## EXERCISE DESCRIPTION
Set the material down again exactly, line by line, skipping each picture.

┄┄┄┄┄┄┄┄┄┄┄┄┄┄┄┄┄┄┄┄

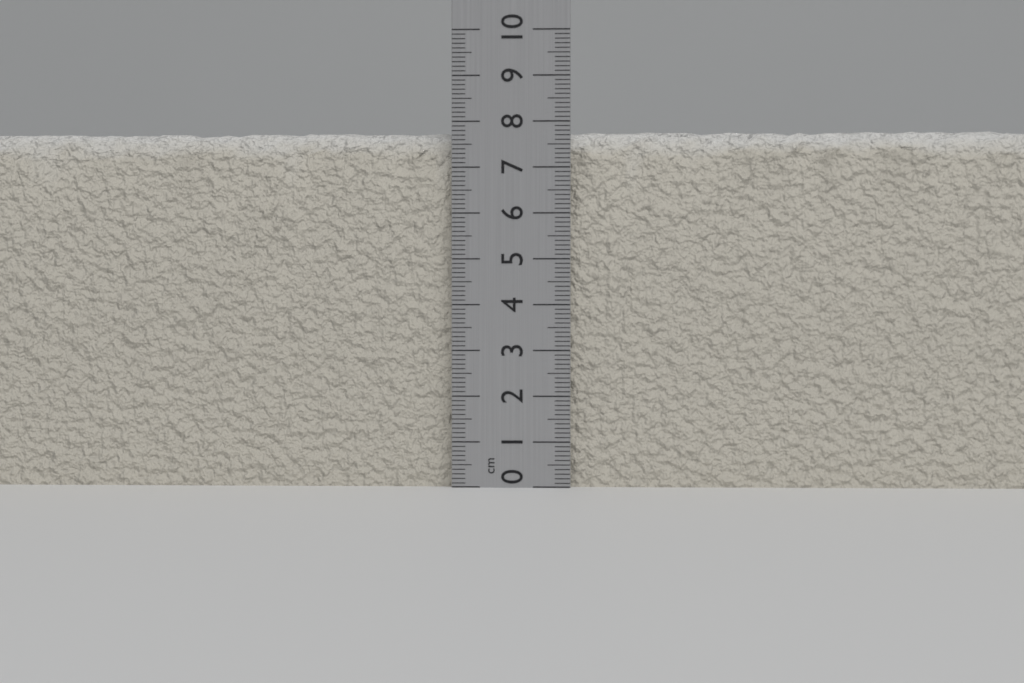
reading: 7.8 cm
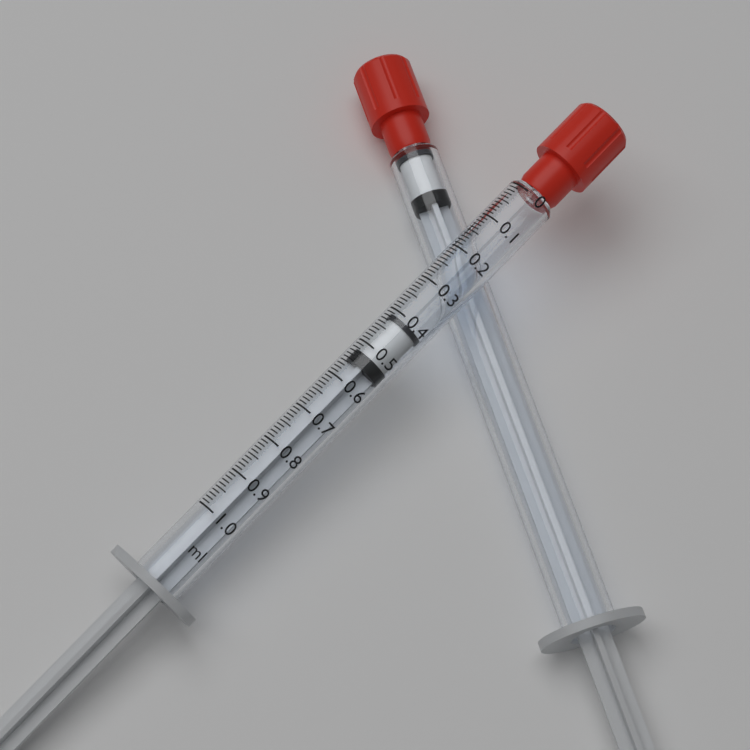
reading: 0.41 ml
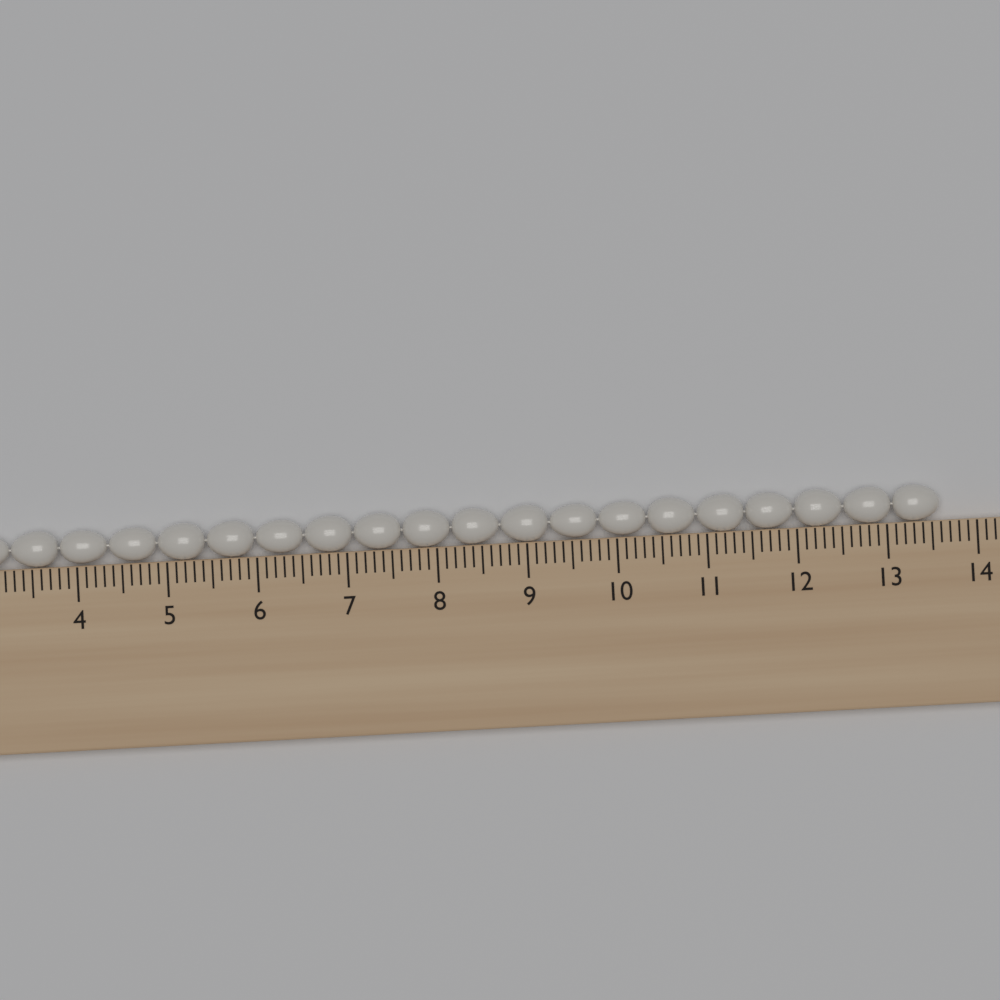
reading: 13.6 cm
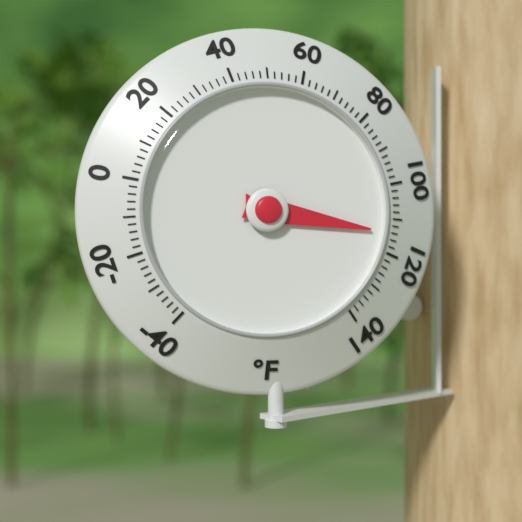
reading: 114 °F
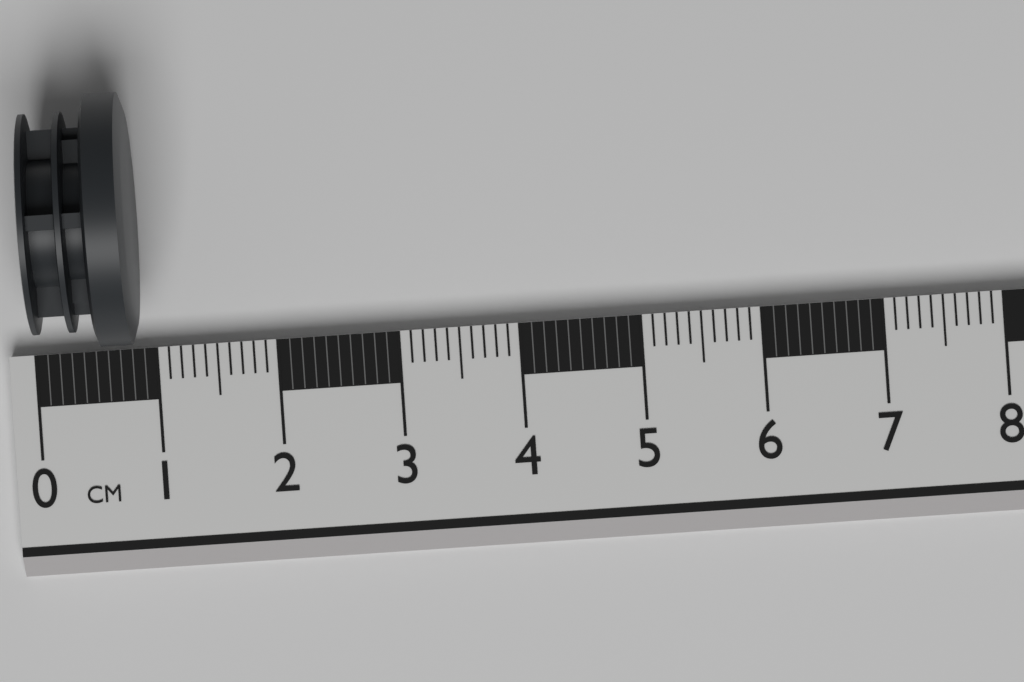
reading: 0.9 cm
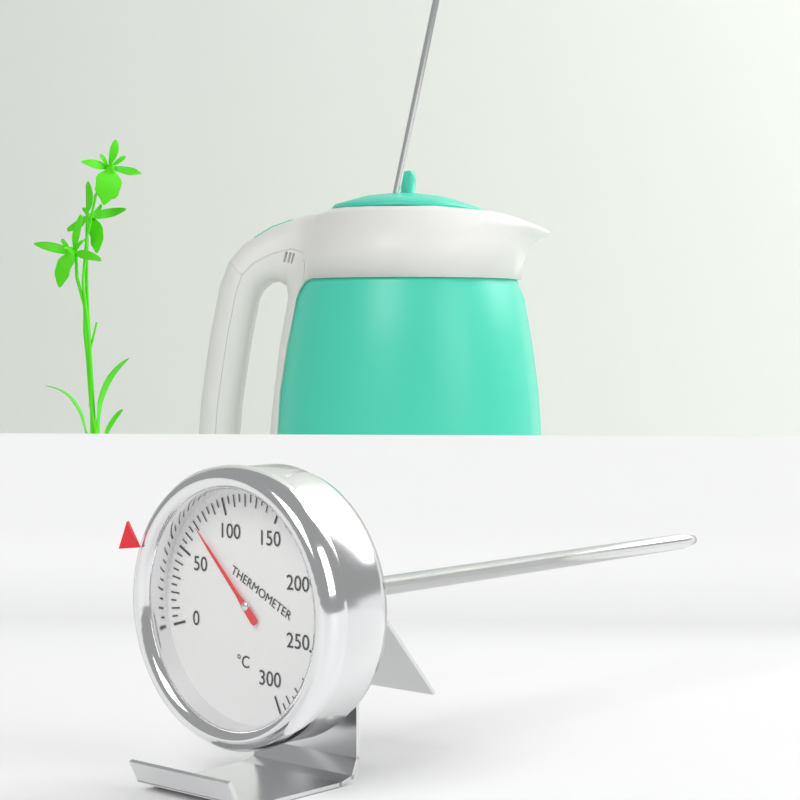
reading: 70 °C
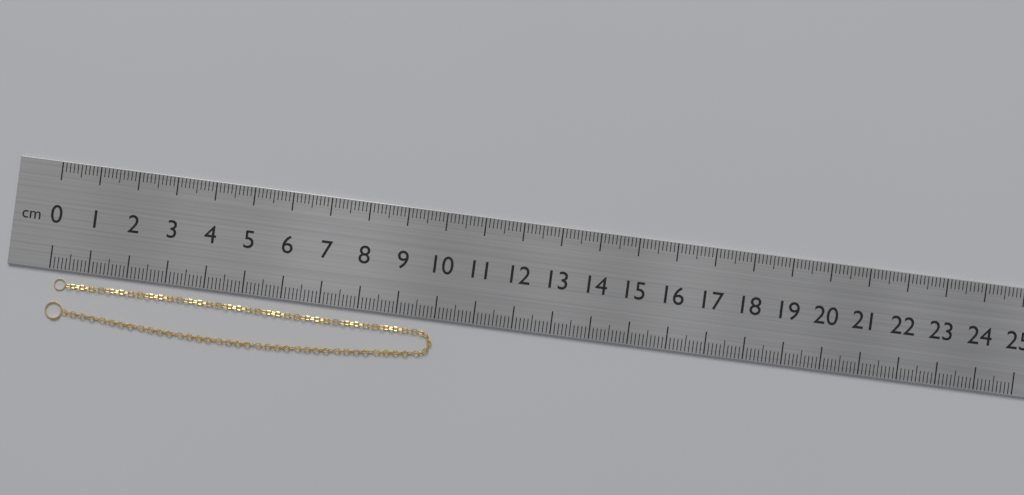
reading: 10.0 cm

┄┄┄┄┄┄┄┄┄┄┄┄┄┄┄┄┄┄┄┄

## ANSWER SPACE
reading: 7.8 cm
reading: 0.41 ml
reading: 13.6 cm
reading: 114 °F
reading: 0.9 cm
reading: 70 °C
reading: 10.0 cm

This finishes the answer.